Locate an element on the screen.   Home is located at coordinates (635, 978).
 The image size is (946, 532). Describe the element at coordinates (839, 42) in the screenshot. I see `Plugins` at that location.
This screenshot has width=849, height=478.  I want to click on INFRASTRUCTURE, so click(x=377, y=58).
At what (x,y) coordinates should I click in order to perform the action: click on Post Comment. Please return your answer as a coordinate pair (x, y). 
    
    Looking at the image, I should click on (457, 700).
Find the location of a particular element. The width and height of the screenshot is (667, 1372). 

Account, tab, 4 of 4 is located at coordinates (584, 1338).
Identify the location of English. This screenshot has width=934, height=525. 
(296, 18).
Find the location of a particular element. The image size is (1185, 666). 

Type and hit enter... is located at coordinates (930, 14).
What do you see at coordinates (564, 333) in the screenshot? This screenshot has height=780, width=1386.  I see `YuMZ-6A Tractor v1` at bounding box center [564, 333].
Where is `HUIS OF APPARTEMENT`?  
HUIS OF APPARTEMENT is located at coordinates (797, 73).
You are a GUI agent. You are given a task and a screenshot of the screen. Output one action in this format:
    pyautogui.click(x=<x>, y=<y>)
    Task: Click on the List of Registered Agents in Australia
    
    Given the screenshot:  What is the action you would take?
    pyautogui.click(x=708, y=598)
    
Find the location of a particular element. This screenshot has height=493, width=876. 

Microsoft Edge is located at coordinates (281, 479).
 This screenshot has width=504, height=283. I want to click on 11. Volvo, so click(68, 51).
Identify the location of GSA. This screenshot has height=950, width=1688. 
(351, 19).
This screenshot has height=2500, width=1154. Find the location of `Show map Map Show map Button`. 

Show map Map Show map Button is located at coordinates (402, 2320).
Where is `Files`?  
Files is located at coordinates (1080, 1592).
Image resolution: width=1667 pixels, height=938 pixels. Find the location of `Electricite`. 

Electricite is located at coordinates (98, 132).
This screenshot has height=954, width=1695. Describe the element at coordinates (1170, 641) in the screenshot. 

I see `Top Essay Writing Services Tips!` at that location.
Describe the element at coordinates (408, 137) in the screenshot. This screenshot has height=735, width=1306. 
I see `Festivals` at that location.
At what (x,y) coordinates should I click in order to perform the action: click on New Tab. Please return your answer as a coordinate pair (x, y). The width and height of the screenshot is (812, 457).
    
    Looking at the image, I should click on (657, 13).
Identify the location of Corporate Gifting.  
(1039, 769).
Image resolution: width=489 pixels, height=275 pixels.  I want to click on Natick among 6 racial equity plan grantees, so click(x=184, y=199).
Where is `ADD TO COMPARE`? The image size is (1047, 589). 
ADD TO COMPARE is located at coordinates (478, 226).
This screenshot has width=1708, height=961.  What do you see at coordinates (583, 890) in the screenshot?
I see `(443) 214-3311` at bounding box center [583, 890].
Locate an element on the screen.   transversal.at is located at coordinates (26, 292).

|---|

### PROBLEM TO SOLVE
Nothing but an exact copy of the lines from the start of the entries through the line containing "What do you see at coordinates (564, 333)" belongs in the response.

### EXERCISE ANSWER
Locate an element on the screen.   Home is located at coordinates (635, 978).
 The image size is (946, 532). Describe the element at coordinates (839, 42) in the screenshot. I see `Plugins` at that location.
This screenshot has width=849, height=478.  I want to click on INFRASTRUCTURE, so click(x=377, y=58).
At what (x,y) coordinates should I click in order to perform the action: click on Post Comment. Please return your answer as a coordinate pair (x, y). 
    
    Looking at the image, I should click on (457, 700).
Find the location of a particular element. The width and height of the screenshot is (667, 1372). 

Account, tab, 4 of 4 is located at coordinates (584, 1338).
Identify the location of English. This screenshot has width=934, height=525. 
(296, 18).
Find the location of a particular element. The image size is (1185, 666). 

Type and hit enter... is located at coordinates (930, 14).
What do you see at coordinates (564, 333) in the screenshot? This screenshot has height=780, width=1386.  I see `YuMZ-6A Tractor v1` at bounding box center [564, 333].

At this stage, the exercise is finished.